Maelle continued to entice Xendros with high praises for his kingdom. “Crescentia is a land full of wonders. We like red things, and believe that red symbolizes joy and life, because red is the color of our blood.”
Xendros countered this with skepticism. “But blood can also symbolize suffering and warfare.”
“Precisely. Blood is a necessity of life, and if it is shed, joy will be lost. But people’s suffering is a joy to some. Beware of such people.”
There was a pause, and Faestien could even taste the turbulence in the air. He had controlled the reins a little to make the horses go slower and not disrupt them.
To which the Ilvedian priest replied, his apprehension and agitation caught only by the observant Prince Faestien. “Can you sense me suffering from such people?”
“No. I’m simply warning you in general, since I have more experience than you. As I have said, I have traveled to five kingdoms already, excluding my own, and you are new to this emissary business.”
“Have you met other emissaries before then? Did you meet someone that is the reason for you to tell me not to trust people too much who might harm me?”
“I haven’t…. yet. But the Crimson Wolf had told me I will in the future.”
“The Crimson Wolf?”
“Yes. I sometimes talk to him over some nice snacks and tea.” Maelle chuckled. “He’s a very fun guy to talk to, he always has so many things to say yet none at the same time. Most of the things he tells me get forgotten anyway. It is what it is.”
Even Faestien could not understand what exactly Maelle means by that. Whether he means that he does believe he can communicate with his deity, or this is like his hourglass stories again, a truth deeply hidden in layers of symbolism. But one things is for sure…
He knows more than he lets on.
About the future, about what will happen to Xendros…. and about him.
Somehow, he felt a bit of guilt from it. ANd knowing how much of a genuine and pure person this Xendros is….
It’s like stealing candy from a kid.
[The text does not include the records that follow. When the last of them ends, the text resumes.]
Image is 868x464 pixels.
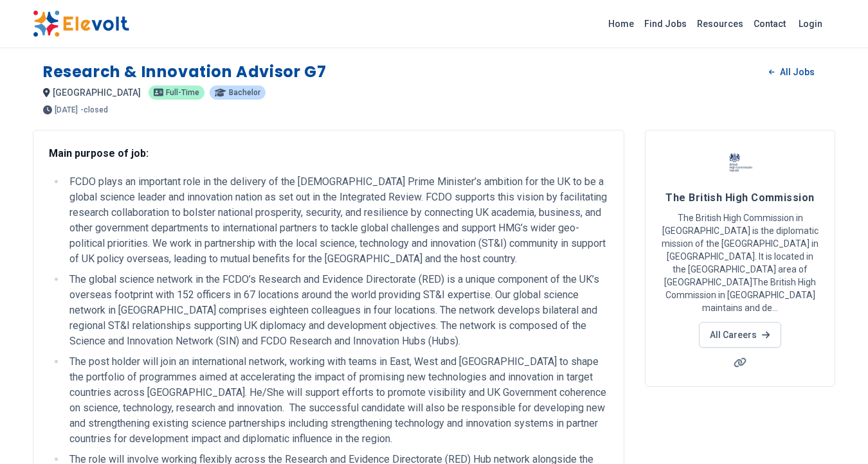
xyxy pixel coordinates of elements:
[80,106,108,114] p: - closed
[603,14,639,34] a: Home
[43,61,326,82] h1: Research & Innovation Advisor G7
[639,14,692,34] a: Find Jobs
[55,106,78,114] span: [DATE]
[699,322,781,348] a: All Careers
[748,14,791,34] a: Contact
[53,87,141,98] span: [GEOGRAPHIC_DATA]
[666,192,814,204] span: The British High Commission
[166,89,199,96] span: Full-time
[759,62,825,82] a: All Jobs
[66,174,608,267] li: FCDO plays an important role in the delivery of the [DEMOGRAPHIC_DATA] Prime Minister’s ambition ...
[791,11,830,36] a: Login
[229,89,260,96] span: Bachelor
[33,11,129,37] img: Elevolt
[66,272,608,349] li: The global science network in the FCDO’s Research and Evidence Directorate (RED) is a unique comp...
[692,14,748,34] a: Resources
[661,211,819,314] p: The British High Commission in [GEOGRAPHIC_DATA] is the diplomatic mission of the [GEOGRAPHIC_DAT...
[49,147,149,159] strong: Main purpose of job:
[66,354,608,446] li: The post holder will join an international network, working with teams in East, West and [GEOGRAP...
[724,146,756,178] img: The British High Commission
And what he is stealing is is sweet heart….. and his sweet honor too.
He recalled another speech by a philosopher:
The “free” man, the owner of an enduring unbreakable will, by possessing this, also acquires his own standard of value: he looks out from himself at others and confers respect or withholds it.
And just as it will be necessary for him to honour those like him, the strong and dependable (who are entitled to make promises), in other words everyone who makes promises like a sovereign, seriously, rarely, and slowly, who is sparing with his trust, who honours another when he does trust, who gives his word as something reliable, because he knows he is strong enough to remain upright when opposed by misfortune, even when “opposed by fate,” so it will be necessary for him to keep his foot ready to kick the scrawny unreliable men, who make promises without being entitled to, and hold his cane ready to punish the liar who breaks his word in the very moment it comes out of his mouth.
The proud knowledge of the extraordinary privilege of responsibility, the consciousness of this rare freedom, this power over oneself and destiny have become internalized into the deepest parts of him and grown instinctual, have now become a dominating instinct. What will he call it, this dominating instinct, given that he finds he needs a word for it? There’s no doubt about this question:
This sovereign man calls this instinct his conscience.
“Conscience is also an instinct.” He whispered to himself, and kept this as his inner dogma.
If instinct can be suppressed, and if conscience and guilt is an instinct…..
Then he can suppress it too.. This growing guilt towards Xendros, he can suppress it.